TO DO — Give back every entry precisely as written, without any of the images.

==============================

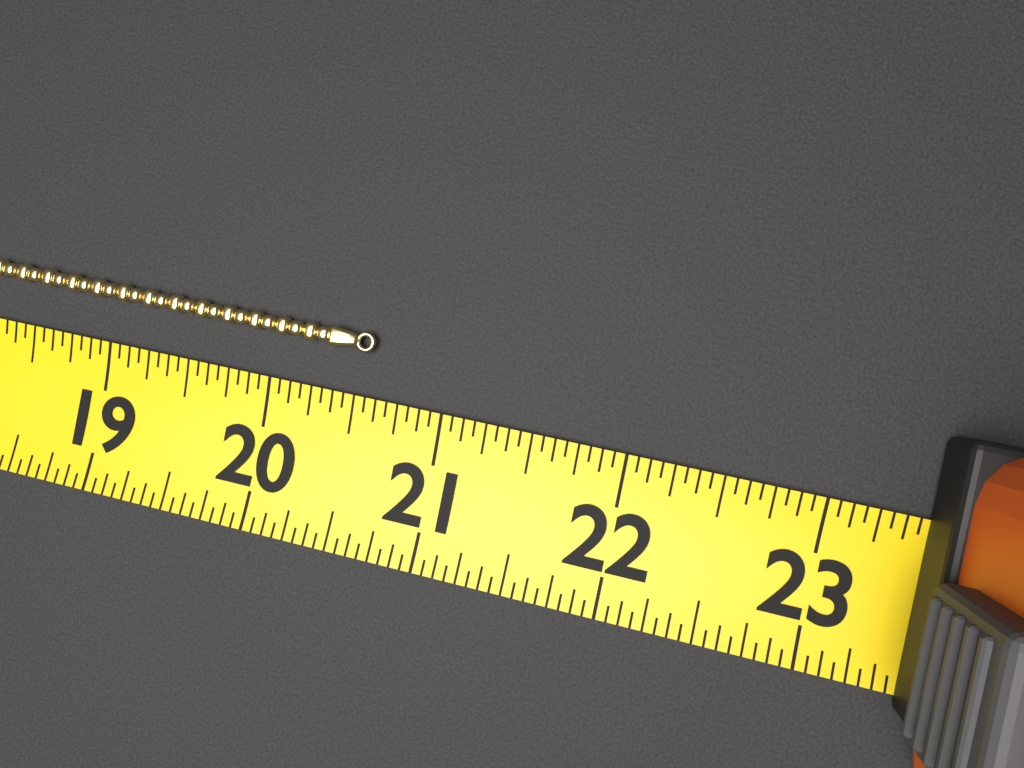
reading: 20.5625 (no unit)
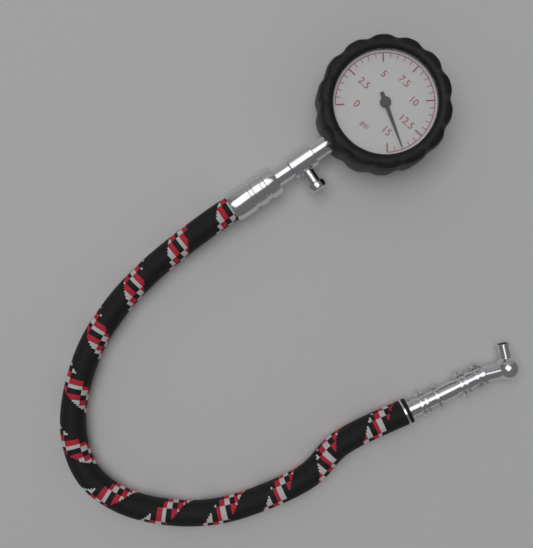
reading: 14.0 psi
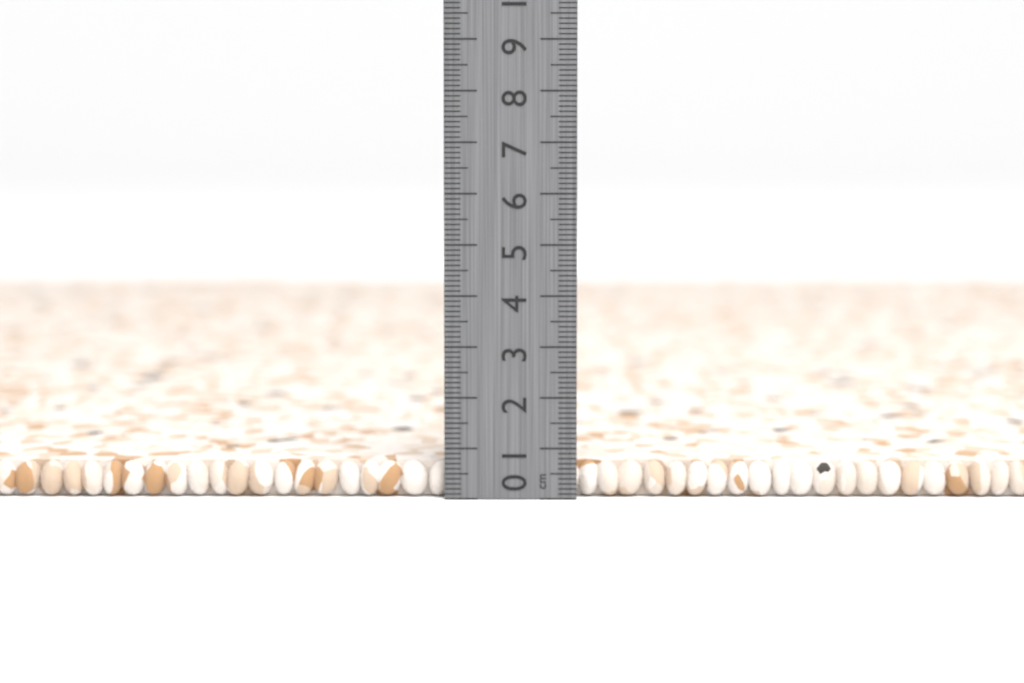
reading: 0.7 cm
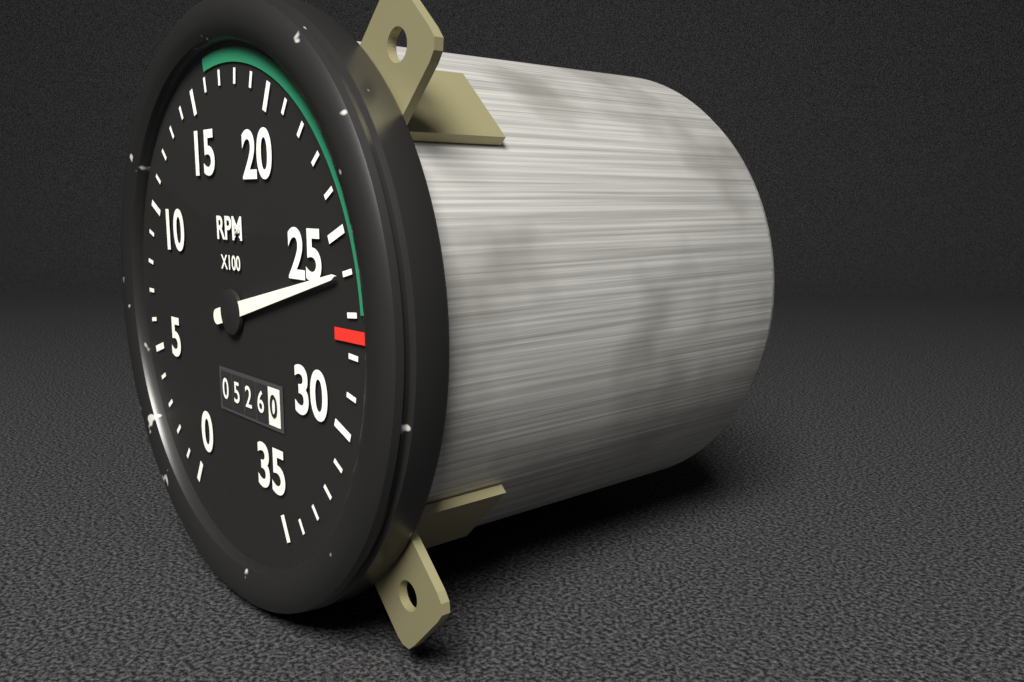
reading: 2600 RPM
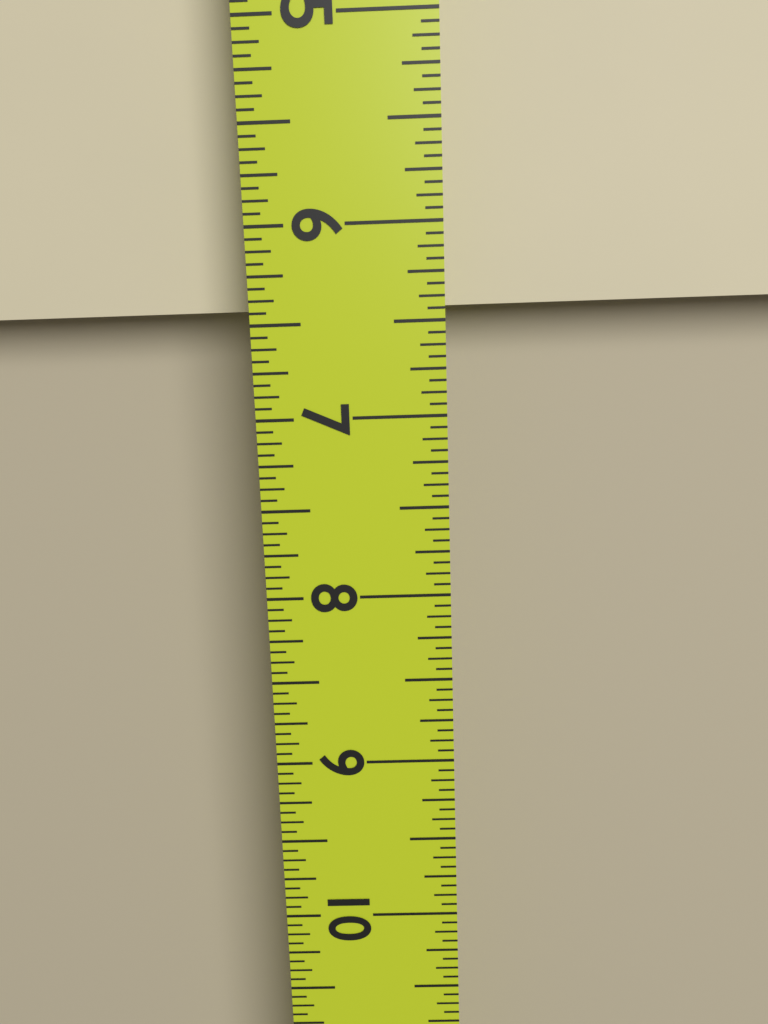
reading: 6.4375 in
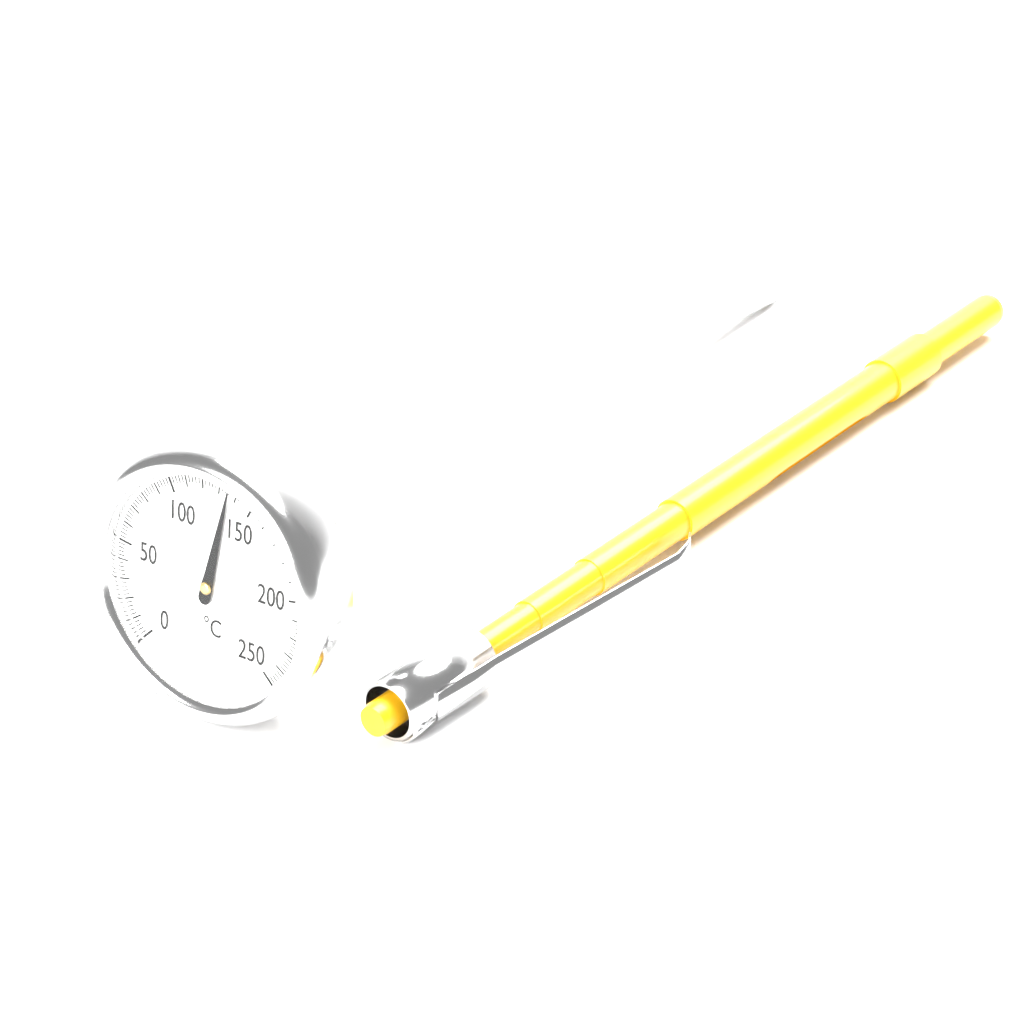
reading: 136 °C
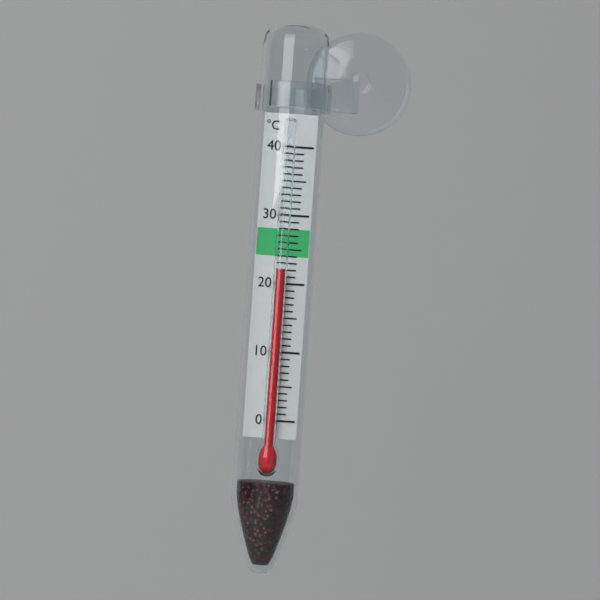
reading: 22 °C
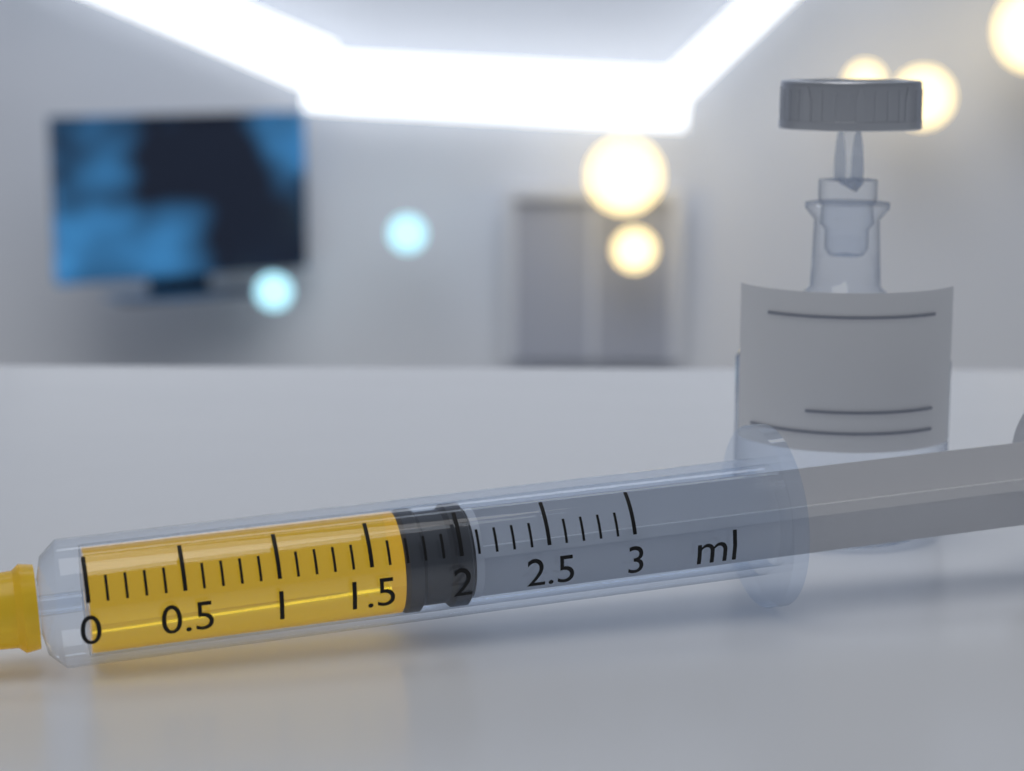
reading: 1.7 ml
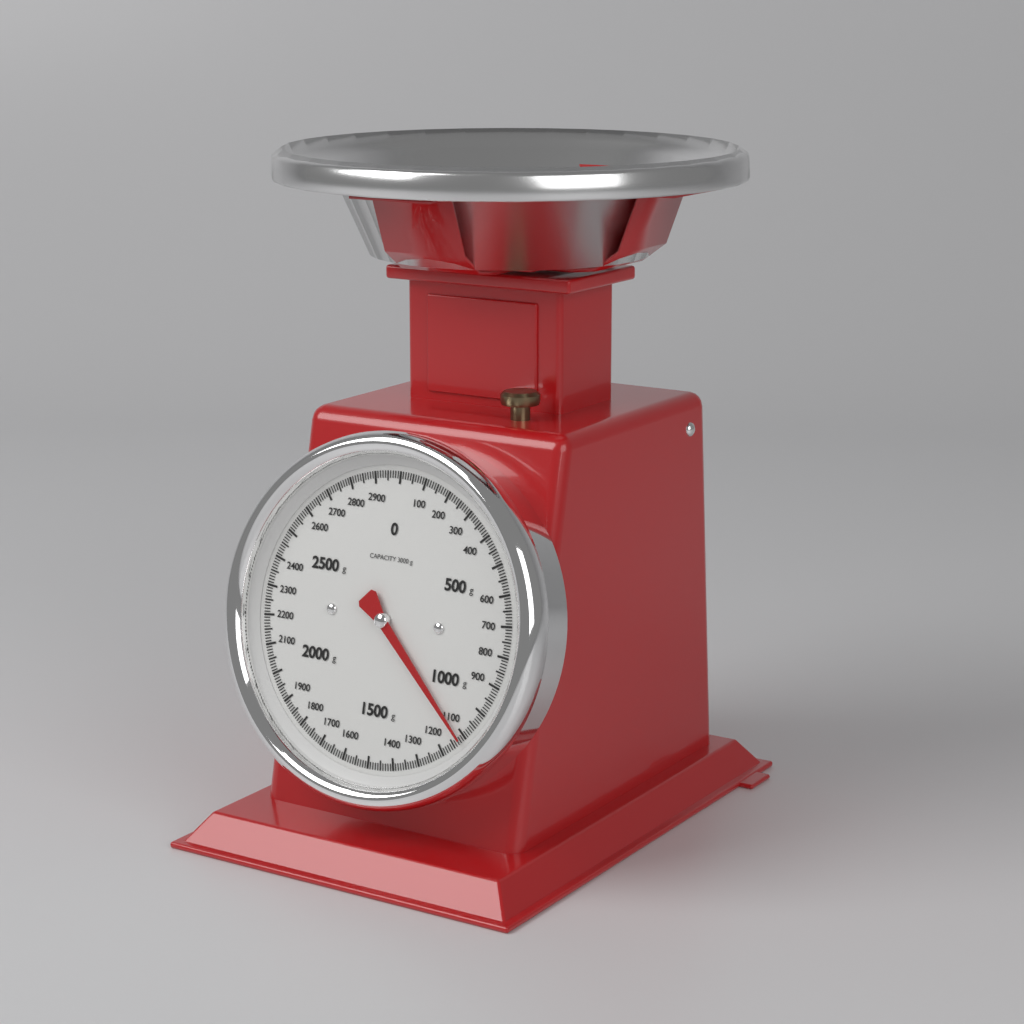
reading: 1120 g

==============================

RESPONSE —
reading: 20.5625 (no unit)
reading: 14.0 psi
reading: 0.7 cm
reading: 2600 RPM
reading: 6.4375 in
reading: 136 °C
reading: 22 °C
reading: 1.7 ml
reading: 1120 g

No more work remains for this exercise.